Field research · Auckland · June–July 2026

The AI recommended it.
It closed months ago.

As part of our Auckland research we did something unglamorous: verified every single business against the live web. Every vertical contained closed venues, ghost listings, and wrong data — and the AI engines, assembling answers from stale sources, recommended some of them anyway.

SCOPE — Auckland, New Zealand · June–July 2026 snapshot. 7 verticals, 679 probed businesses: Italian, Japanese, sushi and Indian restaurants, barbers, plumbers, and board-game shops. Engines queried via their APIs — Gemini with Google Search grounding, OpenAI web_search, Claude with live search, and Apple Maps (MKLocalSearch, the layer Siri uses for local queries). APIs are clean, reproducible instruments and proxies for the consumer products, not the apps themselves. One city, one snapshot — treat this as field data, not a global law.

Everything downstream of a business list inherits that list's errors — so we validated ours the hard way: a research agent checked every venue in every run against the live web (site, socials, review platforms, news), flagging closures, duplicates, wrong addresses, and category mismatches. These are flags, not certainties — the validator can err too — and the counts mix severities: a suburb mismatch and a permanent closure each count once. The dozen confirmed closures are the hard core.

The map, it turns out, is dirty everywhere:

  • Every one of our seven runs surfaced list issues — from 14 flags among 67 plumbers to 52 among 104 barbers.
  • The most concentrated case: board-game shops, where 16 of 19 master-list entries carried some issue — closures, a shop that had become an online-only ghost, listings pointing at the wrong city.
  • We confirmed a dozen outright closures across the dataset that still existed as live-looking listings.
  • And the engines inherit it: one closed shop, The Board Gamer, was still being cited in AI answers — its old domain now silently redirecting to a big-box competitor. The recommendation looked fine. The business it recommended didn't exist.

Stale truth is the default

This is the quiet flaw in AI-mediated discovery: engines assemble answers from written sources, and written sources outlive the businesses they describe. Nobody updates the 2023 listicle when a restaurant closes. The map layer keeps the pin. The review platform keeps the page. An agent reading all of it sees a business that stopped existing months ago — and recommends it with total confidence.

For business owners the flip side is more practical: the stale data being served about you is competing with you. Old hours get quoted as current. A previous menu, a dead booking link, a moved address — whatever the written record says, that's what gets repeated to customers who never see your actual website.

What to do about it

Hunt your own ghosts. Search your business the way an agent would and check what's stale: old addresses on directories, dead booking links in listicles, an unclaimed profile with 2024 hours. Each one is being read as truth.

Keep the sources fresh, not just the site. Updating your own website doesn't update the ten other places engines learned about you from. The maintenance loop — recheck what agents say as models and sources shift — is exactly why we built monitoring into the service.

What stale story is being told about you?

We verify what every engine currently says about your business against reality — and flag what's wrong before your customers find it.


◆ Exercise instructions ◆
Reproduce only this range: the line holding "At what (x,y)" through the last line of the data below, both included, exactly, with no pictures.

◆ Information supplied ◆
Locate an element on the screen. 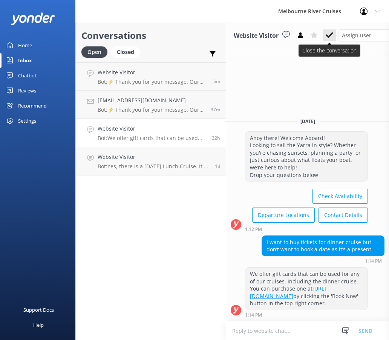 Image resolution: width=389 pixels, height=340 pixels. div: I want to buy tickets for dinner cruise but don’t want to book a date as it’s a present is located at coordinates (323, 245).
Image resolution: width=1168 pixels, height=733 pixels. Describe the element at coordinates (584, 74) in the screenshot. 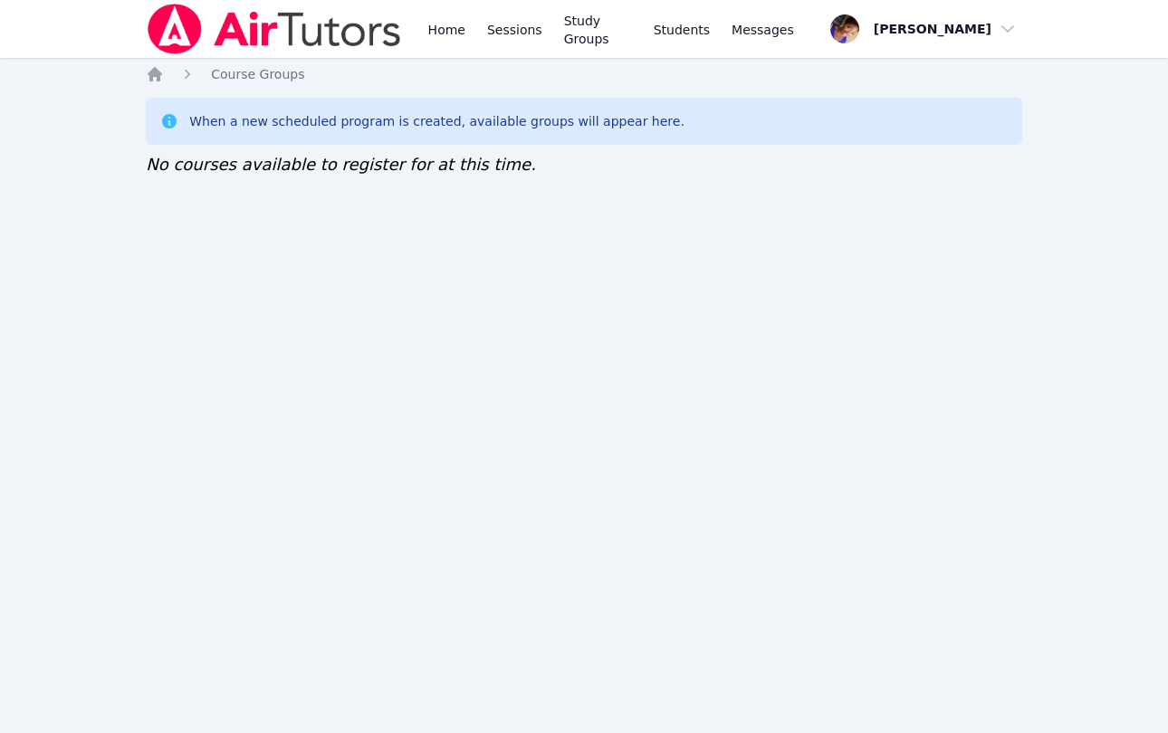

I see `nav: Breadcrumb` at that location.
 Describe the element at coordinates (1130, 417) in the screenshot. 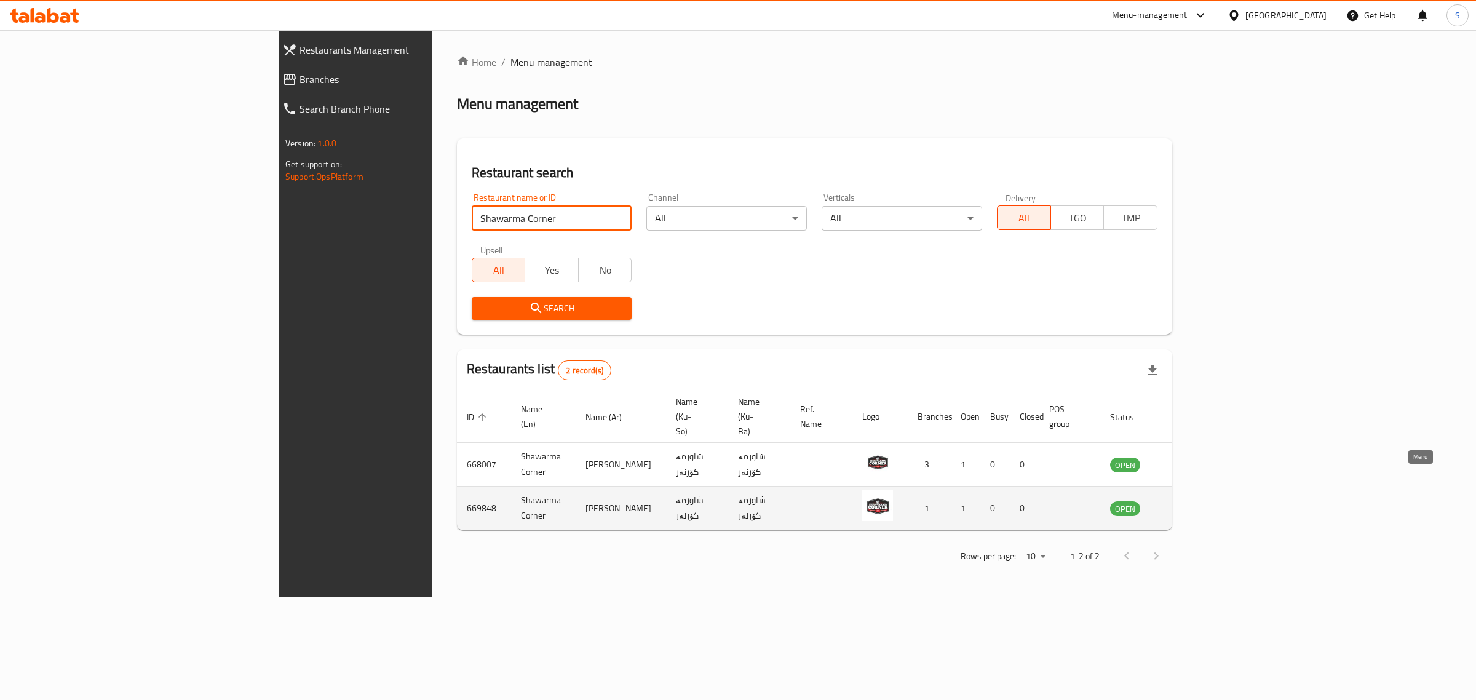

I see `span: Status` at that location.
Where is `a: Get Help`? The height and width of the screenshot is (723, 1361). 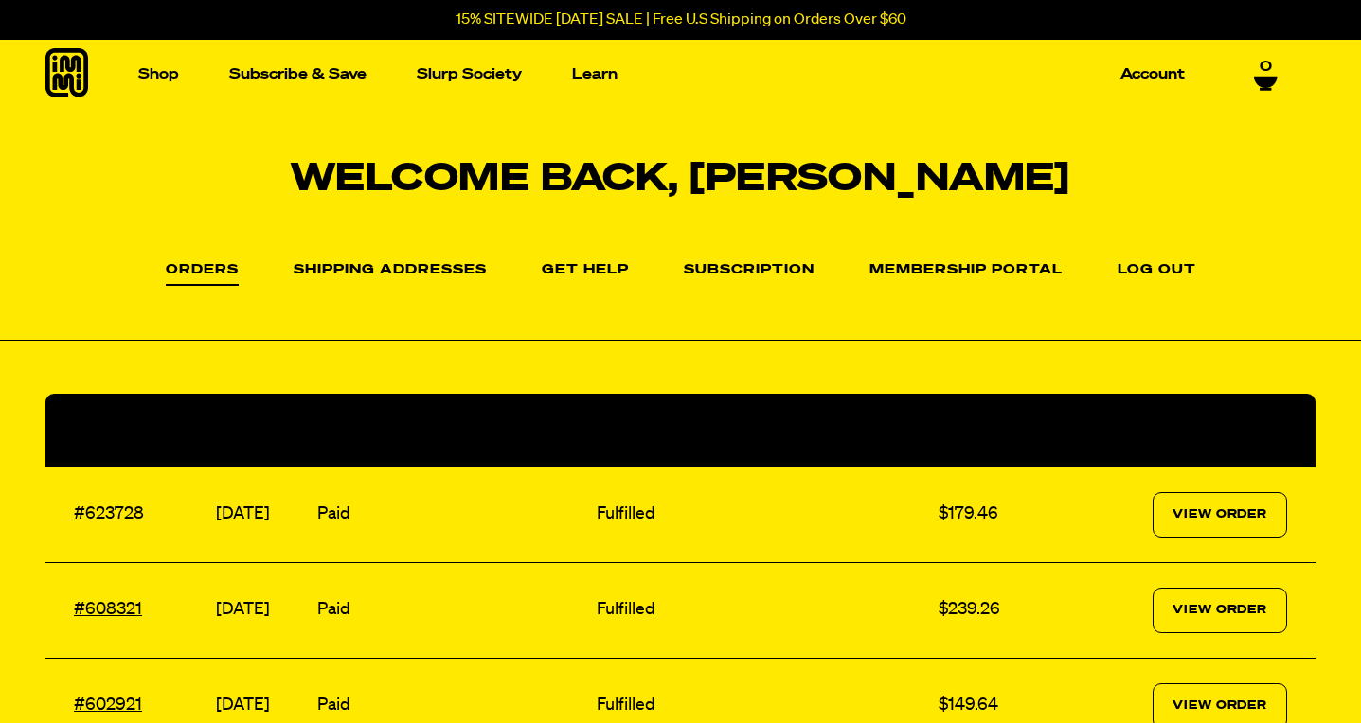 a: Get Help is located at coordinates (585, 271).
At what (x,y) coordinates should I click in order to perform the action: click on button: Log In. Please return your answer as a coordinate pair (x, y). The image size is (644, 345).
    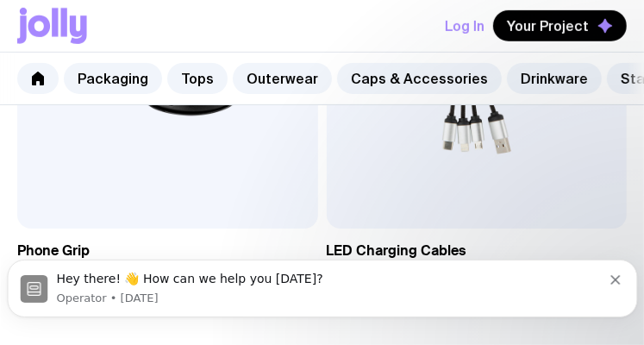
    Looking at the image, I should click on (464, 26).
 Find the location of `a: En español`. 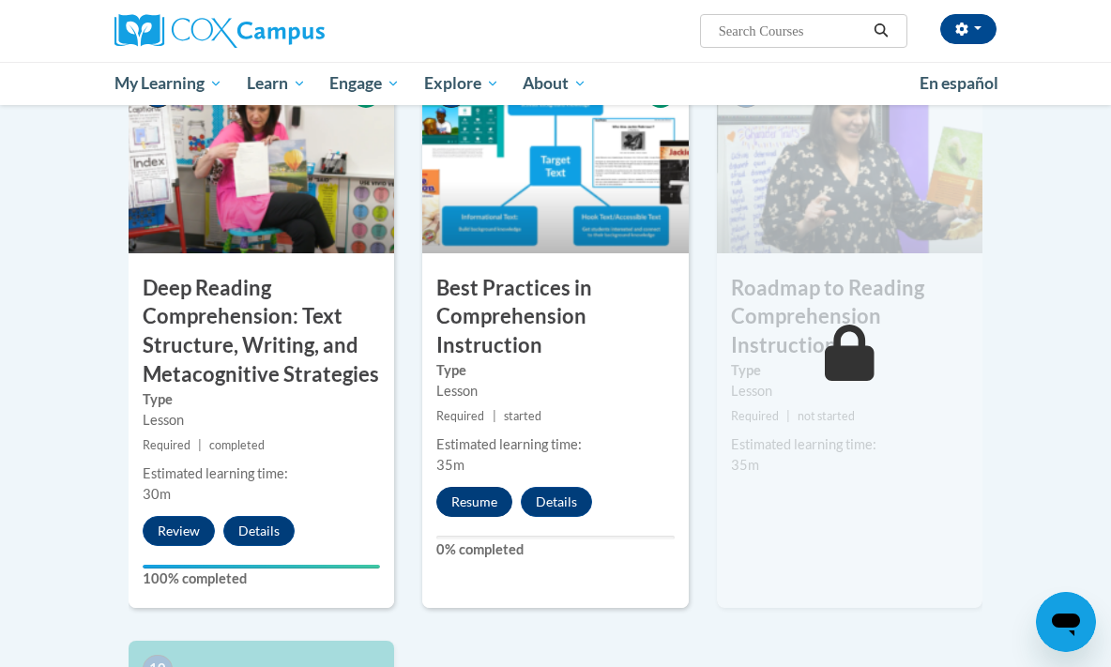

a: En español is located at coordinates (959, 84).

◆ Reply ◆
At what (x,y) coordinates should I click in order to perform the action: click on button: Log In. Please return your answer as a coordinate pair (x, y). The image size is (644, 345).
    Looking at the image, I should click on (464, 26).
 Find the location of `a: En español`. 

a: En español is located at coordinates (959, 84).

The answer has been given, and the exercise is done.